A Redemptive-Historical Waltz
Last week I wrote about the apostolic conviction that everything written in the Old Testament was written about Christ and for the church. I believe this conviction can serve as a powerful corrective to a watered-down moralistic hermeneutic which we’ve all heard or used at some point.
We have all heard (or preached) that moralistic sermon, right? The one where the preacher (who is still a good man, by the way; it’s not easy to present God’s Word to God’s people every week) asks us to turn to Joshua 1:9 and spends twenty-five minutes exhorting us all to “be strong and courageous” because Joshua was so. Or the one where we are exhorted to show generosity in hardship like Elisha’s widowed supporter. These are the kind of expository maneuvers which can be performed on any story where the flow of the narrative ends with the righteous rewarded and the wicked punished. We may profit just as much from a homily which takes as its text “Old Mother Hubbard,” and which admonishes us to be diligent and hardworking, to lay up for lean times.

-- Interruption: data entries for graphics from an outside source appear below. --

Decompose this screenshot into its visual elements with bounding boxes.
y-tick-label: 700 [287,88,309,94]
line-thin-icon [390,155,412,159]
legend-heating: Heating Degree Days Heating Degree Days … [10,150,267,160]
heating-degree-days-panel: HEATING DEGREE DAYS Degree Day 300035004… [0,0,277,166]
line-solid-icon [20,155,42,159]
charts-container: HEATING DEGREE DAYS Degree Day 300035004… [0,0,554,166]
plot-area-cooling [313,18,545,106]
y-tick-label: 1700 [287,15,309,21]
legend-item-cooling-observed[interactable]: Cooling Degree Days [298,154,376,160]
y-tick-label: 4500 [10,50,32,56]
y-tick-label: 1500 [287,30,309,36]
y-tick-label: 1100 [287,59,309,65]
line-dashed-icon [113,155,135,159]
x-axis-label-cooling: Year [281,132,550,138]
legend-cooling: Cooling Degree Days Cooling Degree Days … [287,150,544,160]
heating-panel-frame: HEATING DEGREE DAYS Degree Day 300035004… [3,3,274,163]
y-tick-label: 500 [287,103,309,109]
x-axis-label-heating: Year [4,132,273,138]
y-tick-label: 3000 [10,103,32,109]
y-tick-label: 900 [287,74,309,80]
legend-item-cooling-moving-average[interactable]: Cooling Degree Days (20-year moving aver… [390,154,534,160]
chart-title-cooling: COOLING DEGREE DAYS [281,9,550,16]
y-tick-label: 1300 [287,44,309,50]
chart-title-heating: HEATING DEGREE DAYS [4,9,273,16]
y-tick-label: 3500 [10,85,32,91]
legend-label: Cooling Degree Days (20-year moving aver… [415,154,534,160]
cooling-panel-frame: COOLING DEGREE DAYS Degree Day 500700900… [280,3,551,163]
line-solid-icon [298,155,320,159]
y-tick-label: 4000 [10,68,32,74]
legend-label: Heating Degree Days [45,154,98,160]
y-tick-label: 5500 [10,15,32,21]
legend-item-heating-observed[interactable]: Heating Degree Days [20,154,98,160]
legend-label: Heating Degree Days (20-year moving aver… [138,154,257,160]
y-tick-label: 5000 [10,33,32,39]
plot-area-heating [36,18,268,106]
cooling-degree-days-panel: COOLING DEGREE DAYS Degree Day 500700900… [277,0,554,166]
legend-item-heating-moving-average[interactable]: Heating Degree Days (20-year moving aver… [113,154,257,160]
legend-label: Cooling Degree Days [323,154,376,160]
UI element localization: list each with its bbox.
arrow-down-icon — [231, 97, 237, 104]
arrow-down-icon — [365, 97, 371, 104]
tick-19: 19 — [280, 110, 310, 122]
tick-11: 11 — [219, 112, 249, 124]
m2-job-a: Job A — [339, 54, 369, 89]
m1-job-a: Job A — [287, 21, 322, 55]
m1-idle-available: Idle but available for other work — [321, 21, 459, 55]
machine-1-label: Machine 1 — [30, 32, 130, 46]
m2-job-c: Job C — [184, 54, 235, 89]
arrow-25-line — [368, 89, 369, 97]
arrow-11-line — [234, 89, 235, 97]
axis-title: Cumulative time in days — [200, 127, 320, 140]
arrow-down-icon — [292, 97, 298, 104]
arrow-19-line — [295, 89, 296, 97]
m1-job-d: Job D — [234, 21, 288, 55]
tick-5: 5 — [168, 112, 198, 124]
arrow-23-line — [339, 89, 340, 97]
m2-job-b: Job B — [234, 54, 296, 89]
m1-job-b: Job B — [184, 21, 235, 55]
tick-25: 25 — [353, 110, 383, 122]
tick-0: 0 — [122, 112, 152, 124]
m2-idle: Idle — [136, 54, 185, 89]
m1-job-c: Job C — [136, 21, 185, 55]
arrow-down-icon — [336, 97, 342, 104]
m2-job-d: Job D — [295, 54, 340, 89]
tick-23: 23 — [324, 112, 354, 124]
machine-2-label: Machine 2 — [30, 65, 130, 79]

The point is, these moralistic sermons and teachings, rather than applying the sacred text in the way it was intended, obscure the true message of the text and in the end are powerless to bring about the true ethical change which is their aim. Try as you might to exhort me to courage in the face of fear and challenge, I am no Joshua, and when the obstacle before me seems too large for what I thought I could handle, your sermon last Sunday loses its ability to strengthen and hold me up. There is no true link between the modern hearer and the ancient hero.

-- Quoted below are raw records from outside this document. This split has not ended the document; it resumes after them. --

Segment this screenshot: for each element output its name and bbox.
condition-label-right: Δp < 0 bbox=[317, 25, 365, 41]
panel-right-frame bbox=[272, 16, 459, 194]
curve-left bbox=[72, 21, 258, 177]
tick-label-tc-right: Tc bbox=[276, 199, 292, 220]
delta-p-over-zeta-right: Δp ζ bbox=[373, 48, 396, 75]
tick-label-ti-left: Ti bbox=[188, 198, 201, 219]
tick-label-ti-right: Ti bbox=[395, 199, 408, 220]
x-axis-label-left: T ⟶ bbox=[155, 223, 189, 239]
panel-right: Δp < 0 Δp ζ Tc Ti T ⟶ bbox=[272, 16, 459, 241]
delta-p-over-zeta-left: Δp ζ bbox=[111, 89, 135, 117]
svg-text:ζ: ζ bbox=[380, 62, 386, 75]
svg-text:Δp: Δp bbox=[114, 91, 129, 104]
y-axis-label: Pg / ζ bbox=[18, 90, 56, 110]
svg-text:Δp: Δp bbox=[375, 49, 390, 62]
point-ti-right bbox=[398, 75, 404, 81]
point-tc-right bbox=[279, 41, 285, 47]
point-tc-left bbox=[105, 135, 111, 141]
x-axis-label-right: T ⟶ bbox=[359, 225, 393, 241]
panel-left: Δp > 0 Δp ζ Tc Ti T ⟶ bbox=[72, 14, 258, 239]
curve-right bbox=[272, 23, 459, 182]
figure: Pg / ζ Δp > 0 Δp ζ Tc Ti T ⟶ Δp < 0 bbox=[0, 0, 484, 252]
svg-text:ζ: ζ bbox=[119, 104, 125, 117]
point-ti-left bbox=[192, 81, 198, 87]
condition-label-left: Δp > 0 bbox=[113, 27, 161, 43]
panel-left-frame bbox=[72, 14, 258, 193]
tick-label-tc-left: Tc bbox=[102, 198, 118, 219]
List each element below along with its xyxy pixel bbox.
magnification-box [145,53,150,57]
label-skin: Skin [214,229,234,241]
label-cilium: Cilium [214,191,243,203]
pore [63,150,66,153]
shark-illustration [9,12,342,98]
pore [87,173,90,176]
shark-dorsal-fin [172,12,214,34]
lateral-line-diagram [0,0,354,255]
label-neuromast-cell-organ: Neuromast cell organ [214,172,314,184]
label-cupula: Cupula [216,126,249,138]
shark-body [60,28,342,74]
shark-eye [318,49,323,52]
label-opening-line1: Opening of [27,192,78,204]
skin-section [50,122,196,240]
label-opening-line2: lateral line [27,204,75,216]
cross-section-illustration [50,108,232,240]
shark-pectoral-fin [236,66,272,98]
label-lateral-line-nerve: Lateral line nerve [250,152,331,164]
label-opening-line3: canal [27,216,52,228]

This is where the apostolic conviction comes in. It claims that all of Scripture, rather than being a cipher from which I may glean moral directive if I can, is a story. The apostles held that Scripture, with all its facets and in all its genres, is a single story about a single offspring who is the object of saving faith. Every faithful son and daughter looks like that Son. Every enemy is his enemy, and every victory is a prelude to his final victory.

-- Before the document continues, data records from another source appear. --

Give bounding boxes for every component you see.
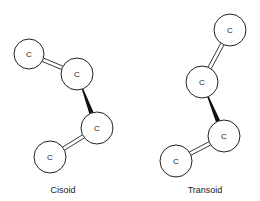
atom-symbol: C: [74, 70, 80, 79]
transoid-carbon-atom-1: C: [214, 14, 246, 46]
transoid-double-bond-0: [208, 43, 224, 69]
cisoid-double-bond-2: [63, 135, 85, 150]
atom-symbol: C: [221, 132, 227, 141]
transoid-carbon-atom-3: C: [208, 120, 240, 152]
transoid-double-bond-2: [189, 142, 210, 155]
cisoid-carbon-atom-1: C: [14, 39, 44, 69]
atoms-layer: CCCCCCCC: [14, 14, 246, 177]
atom-symbol: C: [227, 26, 233, 35]
atom-symbol: C: [173, 157, 179, 166]
cisoid-carbon-atom-2: C: [61, 58, 93, 90]
cisoid-carbon-atom-4: C: [34, 141, 66, 173]
cisoid-label: Cisoid: [50, 185, 75, 195]
atom-symbol: C: [199, 78, 205, 87]
labels-layer: CisoidTransoid: [50, 185, 222, 195]
transoid-label: Transoid: [188, 185, 223, 195]
butadiene-conformations-diagram: CCCCCCCC CisoidTransoid: [0, 0, 260, 201]
transoid-single-bond-wedge: [206, 94, 221, 125]
cisoid-single-bond-wedge: [81, 86, 95, 117]
transoid-carbon-atom-4: C: [160, 145, 192, 177]
cisoid-double-bond-0: [42, 58, 63, 69]
transoid-carbon-atom-2: C: [186, 66, 218, 98]
atom-symbol: C: [26, 50, 32, 59]
cisoid-carbon-atom-3: C: [81, 112, 113, 144]
atom-symbol: C: [47, 153, 53, 162]
atom-symbol: C: [94, 124, 100, 133]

A method for reading Scripture emerges from this conviction. It holds that events in the Old Testament really did happen, and do need to be understood fully in their context before being used as starting blocks. Having understood the story or passage in question, the next step is to see Christ where he may be seen as fulfilling what is promised. By the way, this isn’t like that game you played as a child where you lay down on the grass and stared up at the sky, willing elephants and battleships to emerge from the shapeless clouds. Rather, it is much more like an Easter egg hunt–no matter how difficult it is to find the egg, you can be assured that it is there because hey, it’s Easter.
It is only after we see Christ for who he is as he has revealed himself in the Word that we see ourselves in him as his redeemed people. When we see that Joshua, the strong and fearless commander of the Lord’s army, is a shadow, a picture, a type of the greater Joshua who defeats the enemies of God and provides his people with an eternal inheritance, then whom have we to fear? What might can stand against the divine and risen Christ who works on our behalf? Courage is a foregone conclusion at that point. There is a moral imperative here, but it can only exist in its connection to the redemptive fiat standing over our lives as those who are in Christ.
The moralistic method of interpreting Scripture is a crab-walk, a graceless two-step from the figures of the Old Testament to you and I. The apostolic method is a beautiful dance, a three-step waltz between the Old and New in which Christ is glorified and his people redeemed.